APSN Banner

Alexander the OK with hubris and chutzpah

Source
The Australian - July 24, 2008

Mike Steketee, National Affairs Editor – Downer's achievements as our longest serving foreign minister aren't all he claims and must be balanced against some calamitous mistakes

Savouring his record as Australia's longest serving foreign minister, Alexander Downer offers as his greatest achievement the creation of a free and independent East Timor.

Funny, then, that this is not quite the result that Downer and John Howard had in mind at the time. In fact, Hugh White, who as a Defence Department deputy secretary was involved in Australia's response during those years, says the outcome in the form of the vote for independence at the end of 1999 "differed in every respect from the government's objectives at the start of the year".

Call it characteristic Downer chutzpah, somewhat similar to taking a paid job as UN special envoy to Cyprus after spending most of the past decade bagging the UN as worse than useless.

Australia's intention had been for East Timor to stay part of Indonesia. Howard made that clear in the letter he sent to then Indonesian president B.J. Habibie, a letter that Downer says he initiated.

It suggested a process that would "allow time to convince the East Timorese of the benefits of autonomy within the Indonesian republic", followed by an act of self-determination. Like every government before and after, whether Labor or Coalition, the Howard government placed much higher priority on a good relationship with Indonesia than on the fate of a few hundred thousand East Timorese.

There was no enthusiasm for a new and potentially unstable mini-state on Australia's doorstep.

But the mercurial Habibie opted instead for a ballot offering East Timorese a choice between autonomy under Indonesian rule and Full independence. From there, events moved largely out of Australia's control.

So keen was Downer to keep the Indonesians on side that he denied Jakarta was orchestrating the violence in the months leading up to the vote. "Rogue elements" might be involved, he said, but "I do accept the Indonesian government's word for it that it's not official Indonesian policy".

Last week a three-year joint inquiry by the Indonesian and East Timorese governments confirmed what Australian intelligence was telling Canberra in 1999: that the Indonesian military, together with police and civilian authorities, organised and funded the violence that left 1500 people dead and destroyed significant parts of the country. Downer's response? He had known that elements of the Indonesian military were behind the violence but he didn't think Habibie had sanctioned it.

Writing in a recent edition of the journal Security Challenges, White, now professor of strategic studies at the Australian National University, says Downer's comments in 1999 went "against the clear weight of intelligence reporting and assessment", and adds tactfully: "This perhaps reflected a desire not to damage relations with Indonesia and especially with TNI (the Indonesian armed forces)."

But at what cost? In early 1999, before the vote at the end of August, US assistant secretary of state Stanley Roth wanted a concerted international push for a peacekeeping force. Then Department of Foreign Affairs and Trade secretary Ashton Calvert argued such a course would be counterproductive.

White says it is uncertain whether Howard pushed for an international peacekeeping force when he met Habibie in April and, if so, how hard. He adds that there was strong resistance from Indonesia to such an idea. But he concludes: "It may well be that by not pushing harder at this time, both directly with Habibie and through others like the UN and the US, we missed the last best chance to avoid the disasters of September (the post-ballot violence)."

The initiative Howard took after the ballot for an Australian-led international force succeeded in restoring order and Australia maintains an important presence in East Timor today. But White's point is that it turned out very differently to what the government had intended. The aim had been to avoid sending a large Australian military force to East Timor. The belated intervention severely strained relations with Indonesia and the Indonesian army. Hopefully, even if its creation was more by accident than Australian design, East Timor will be able to develop beyond a fragile state with Australian assistance.

Downer is in New York, sizing up his job as UN special envoy to Cyprus. Presumably, all is forgiven, including his lecture to the UN General Assembly two years ago: "Effective international action on the great global challenges of our time requires more than resolutions in the (UN)... It requires proactive policy, not political posturing and personal abuse from this podium."

Of course, Downer has a point about the UN's lack of effectiveness. Hopefully, he will find a resolution to the Cyprus problem that has eluded the Greeks, the Turks and the UN for the past 34 years. But it is a pity the Howard government did not take more notice of the UN when it was asking for more time for its weapons inspectors, rather than barging into Iraq with the US and Britain.

Downer maintained his confidence about finding weapons of mass destruction months after the invasion and when it had become clear to many others that none existed. When Downer was looking for a scapegoat for AWB paying huge bribes to the tyrant we went to war against and doing so under the noses of the Australian government, he picked the UN.

Downer has achievements to his name as foreign minister, including a peace agreement in Bougainville and the regional assistance mission to Solomon Islands.

He contributed to what diplomats call the international architecture, gaining Australian access to the East Asia group, initiating negotiations on free trade agreements with Japan and China, and coming up with a trilateral strategic dialogue with Japan and the US.

But he also was involved in some calamitous mistakes. And we could have done without the hubris.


What the task asks —
Copy out each line of the data that includes the string "cardiologie".

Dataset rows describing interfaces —

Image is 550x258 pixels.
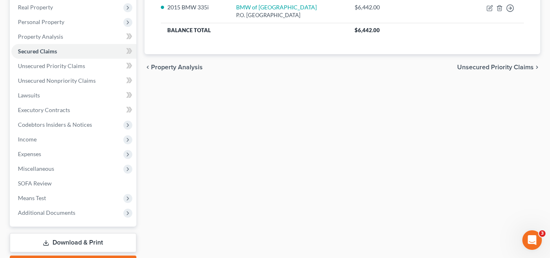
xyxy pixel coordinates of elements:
[355,27,380,33] span: $6,442.00
[18,121,92,128] span: Codebtors Insiders & Notices
[355,3,394,11] div: $6,442.00
[151,64,203,70] span: Property Analysis
[161,23,348,37] th: Balance Total
[18,150,41,157] span: Expenses
[18,4,53,11] span: Real Property
[534,64,540,70] i: chevron_right
[18,33,63,40] span: Property Analysis
[539,230,545,236] span: 3
[18,209,75,216] span: Additional Documents
[144,64,151,70] i: chevron_left
[457,64,534,70] span: Unsecured Priority Claims
[10,233,136,252] a: Download & Print
[167,3,223,11] li: 2015 BMW 335i
[144,64,203,70] button: chevron_left Property Analysis
[18,18,64,25] span: Personal Property
[11,44,136,59] a: Secured Claims
[18,179,52,186] span: SOFA Review
[11,88,136,103] a: Lawsuits
[11,103,136,117] a: Executory Contracts
[18,62,85,69] span: Unsecured Priority Claims
[11,29,136,44] a: Property Analysis
[18,77,96,84] span: Unsecured Nonpriority Claims
[522,230,542,250] iframe: Intercom live chat
[236,4,317,11] a: BMW of [GEOGRAPHIC_DATA]
[11,176,136,190] a: SOFA Review
[236,11,341,19] div: P.O. [GEOGRAPHIC_DATA]
[18,92,40,99] span: Lawsuits
[18,106,70,113] span: Executory Contracts
[457,64,540,70] button: Unsecured Priority Claims chevron_right
[18,194,46,201] span: Means Test
[11,73,136,88] a: Unsecured Nonpriority Claims
[18,136,37,142] span: Income
[18,48,57,55] span: Secured Claims
[18,165,54,172] span: Miscellaneous
[11,59,136,73] a: Unsecured Priority Claims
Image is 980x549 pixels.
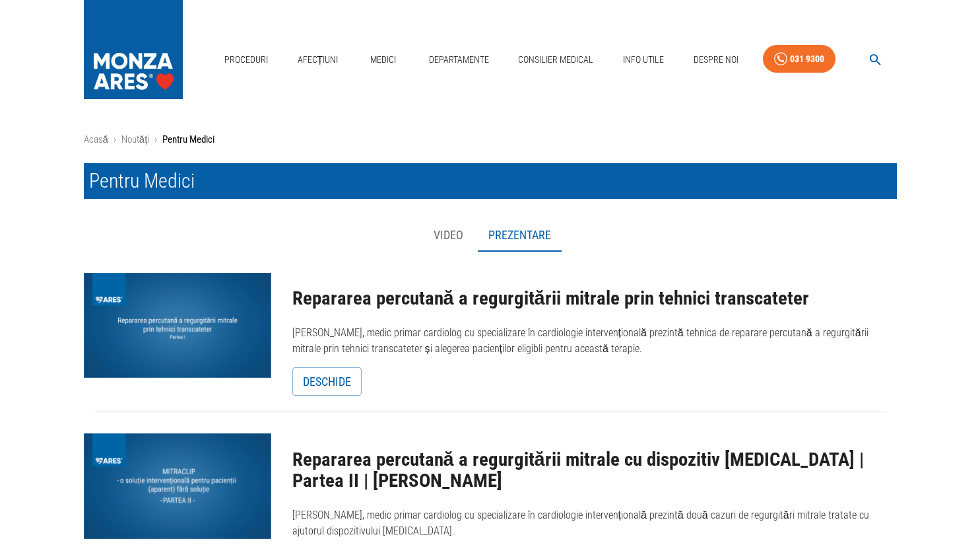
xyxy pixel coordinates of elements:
[84,132,896,147] nav: breadcrumb
[292,449,896,491] h2: Repararea percutană a regurgitării mitrale cu dispozitiv [MEDICAL_DATA] | Partea II | [PERSON_NAME]
[122,133,150,145] a: Noutăți
[84,163,896,198] h1: Pentru Medici
[292,325,896,357] p: [PERSON_NAME], medic primar cardiolog cu specializare în cardiologie intervențională prezintă teh...
[292,288,896,309] h2: Repararea percutană a regurgitării mitrale prin tehnici transcateter
[688,46,744,73] a: Despre Noi
[84,273,271,378] img: Repararea percutană a regurgitării mitrale prin tehnici transcateter
[292,367,361,396] a: Deschide
[84,433,271,539] img: Repararea percutană a regurgitării mitrale cu dispozitiv Mitraclip | Partea II | Dr. Iulian Călin
[292,508,896,539] p: [PERSON_NAME], medic primar cardiolog cu specializare în cardiologie intervențională prezintă dou...
[114,132,116,147] li: ›
[513,46,599,73] a: Consilier Medical
[154,132,157,147] li: ›
[292,46,344,73] a: Afecțiuni
[424,46,494,73] a: Departamente
[790,51,824,68] div: 031 9300
[219,46,273,73] a: Proceduri
[362,46,404,73] a: Medici
[84,133,108,145] a: Acasă
[763,45,835,73] a: 031 9300
[478,220,561,252] button: Prezentare
[418,220,478,252] button: Video
[162,132,214,147] p: Pentru Medici
[618,46,669,73] a: Info Utile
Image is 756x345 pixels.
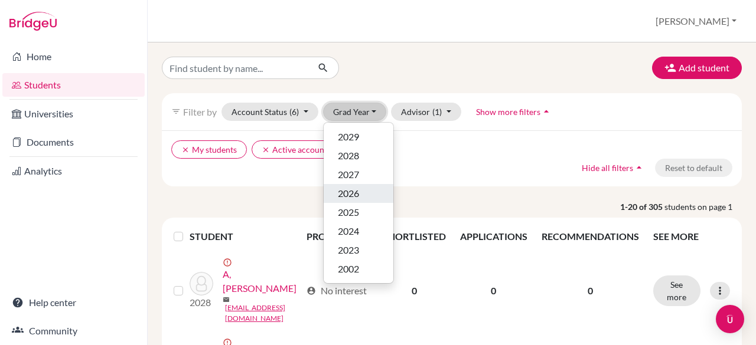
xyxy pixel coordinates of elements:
span: students on page 1 [664,201,741,213]
span: Show more filters [476,107,540,117]
i: clear [181,146,189,154]
div: Grad Year [323,122,394,284]
input: Find student by name... [162,57,308,79]
button: Reset to default [655,159,732,177]
button: 2002 [323,260,393,279]
button: 2025 [323,203,393,222]
th: SEE MORE [646,223,737,251]
td: 0 [453,251,534,331]
button: 2027 [323,165,393,184]
i: arrow_drop_up [633,162,645,174]
span: 2029 [338,130,359,144]
th: STUDENT [189,223,299,251]
a: Help center [2,291,145,315]
span: 2002 [338,262,359,276]
a: Universities [2,102,145,126]
span: 2028 [338,149,359,163]
button: Grad Year [323,103,387,121]
img: Bridge-U [9,12,57,31]
div: No interest [306,284,367,298]
a: Analytics [2,159,145,183]
i: arrow_drop_up [540,106,552,117]
td: 0 [375,251,453,331]
span: Hide all filters [581,163,633,173]
span: error_outline [223,258,234,267]
span: 2026 [338,187,359,201]
img: A, Divyadharshini [189,272,213,296]
i: filter_list [171,107,181,116]
span: Filter by [183,106,217,117]
button: Add student [652,57,741,79]
button: 2028 [323,146,393,165]
button: Advisor(1) [391,103,461,121]
a: Students [2,73,145,97]
span: 2024 [338,224,359,238]
button: 2024 [323,222,393,241]
strong: 1-20 of 305 [620,201,664,213]
span: mail [223,296,230,303]
a: Documents [2,130,145,154]
span: 2025 [338,205,359,220]
a: Community [2,319,145,343]
i: clear [261,146,270,154]
a: Home [2,45,145,68]
span: (1) [432,107,442,117]
th: PROFILE [299,223,375,251]
span: (6) [289,107,299,117]
span: 2027 [338,168,359,182]
p: 0 [541,284,639,298]
button: 2023 [323,241,393,260]
p: 2028 [189,296,213,310]
button: Hide all filtersarrow_drop_up [571,159,655,177]
button: Show more filtersarrow_drop_up [466,103,562,121]
th: APPLICATIONS [453,223,534,251]
th: RECOMMENDATIONS [534,223,646,251]
th: SHORTLISTED [375,223,453,251]
button: 2029 [323,127,393,146]
button: clearActive accounts [251,140,341,159]
button: clearMy students [171,140,247,159]
span: 2023 [338,243,359,257]
button: See more [653,276,700,306]
a: A, [PERSON_NAME] [223,267,301,296]
button: 2026 [323,184,393,203]
button: Account Status(6) [221,103,318,121]
span: account_circle [306,286,316,296]
button: [PERSON_NAME] [650,10,741,32]
div: Open Intercom Messenger [715,305,744,333]
a: [EMAIL_ADDRESS][DOMAIN_NAME] [225,303,301,324]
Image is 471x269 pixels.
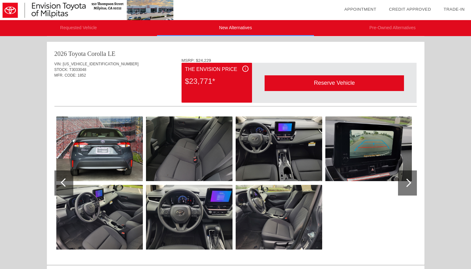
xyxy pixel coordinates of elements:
[181,58,417,63] div: MSRP: $24,229
[185,66,248,73] div: The Envision Price
[56,185,143,250] img: image.aspx
[157,20,314,36] li: New Alternatives
[314,20,471,36] li: Pre-Owned Alternatives
[443,7,464,12] a: Trade-In
[54,49,106,58] div: 2026 Toyota Corolla
[344,7,376,12] a: Appointment
[54,88,417,98] div: Quoted on [DATE] 3:38:33 PM
[56,117,143,181] img: image.aspx
[54,68,68,72] span: STOCK:
[54,73,77,78] span: MFR. CODE:
[242,66,248,72] div: i
[146,185,232,250] img: image.aspx
[146,117,232,181] img: image.aspx
[69,68,86,72] span: T3033048
[54,62,62,66] span: VIN:
[78,73,86,78] span: 1852
[264,75,404,91] div: Reserve Vehicle
[325,117,412,181] img: image.aspx
[389,7,431,12] a: Credit Approved
[236,185,322,250] img: image.aspx
[63,62,138,66] span: [US_VEHICLE_IDENTIFICATION_NUMBER]
[185,73,248,90] div: $23,771*
[236,117,322,181] img: image.aspx
[108,49,115,58] div: LE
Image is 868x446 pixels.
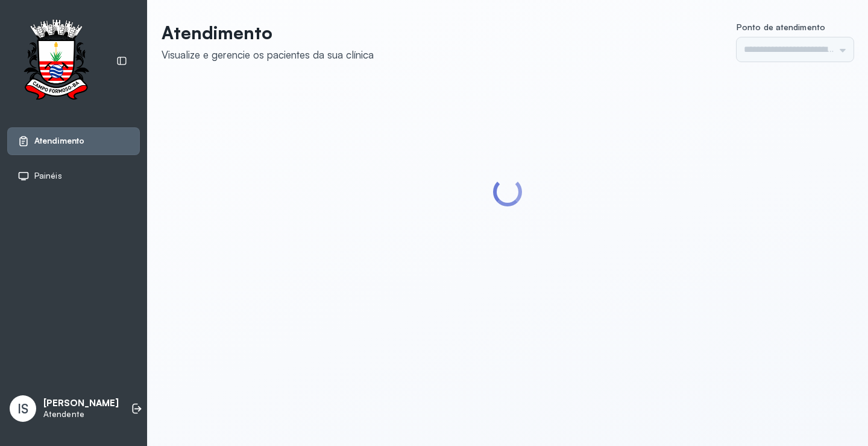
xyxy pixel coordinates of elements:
[43,409,119,419] p: Atendente
[43,397,119,409] p: [PERSON_NAME]
[162,48,374,61] div: Visualize e gerencie os pacientes da sua clínica
[34,171,62,181] span: Painéis
[736,22,825,32] span: Ponto de atendimento
[13,19,100,103] img: Logotipo do estabelecimento
[34,136,85,146] span: Atendimento
[17,135,130,147] a: Atendimento
[162,22,374,43] p: Atendimento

Expected answer —
[292,325,896,357] p: [PERSON_NAME], medic primar cardiolog cu specializare în cardiologie intervențională prezintă teh...
[292,508,896,539] p: [PERSON_NAME], medic primar cardiolog cu specializare în cardiologie intervențională prezintă dou...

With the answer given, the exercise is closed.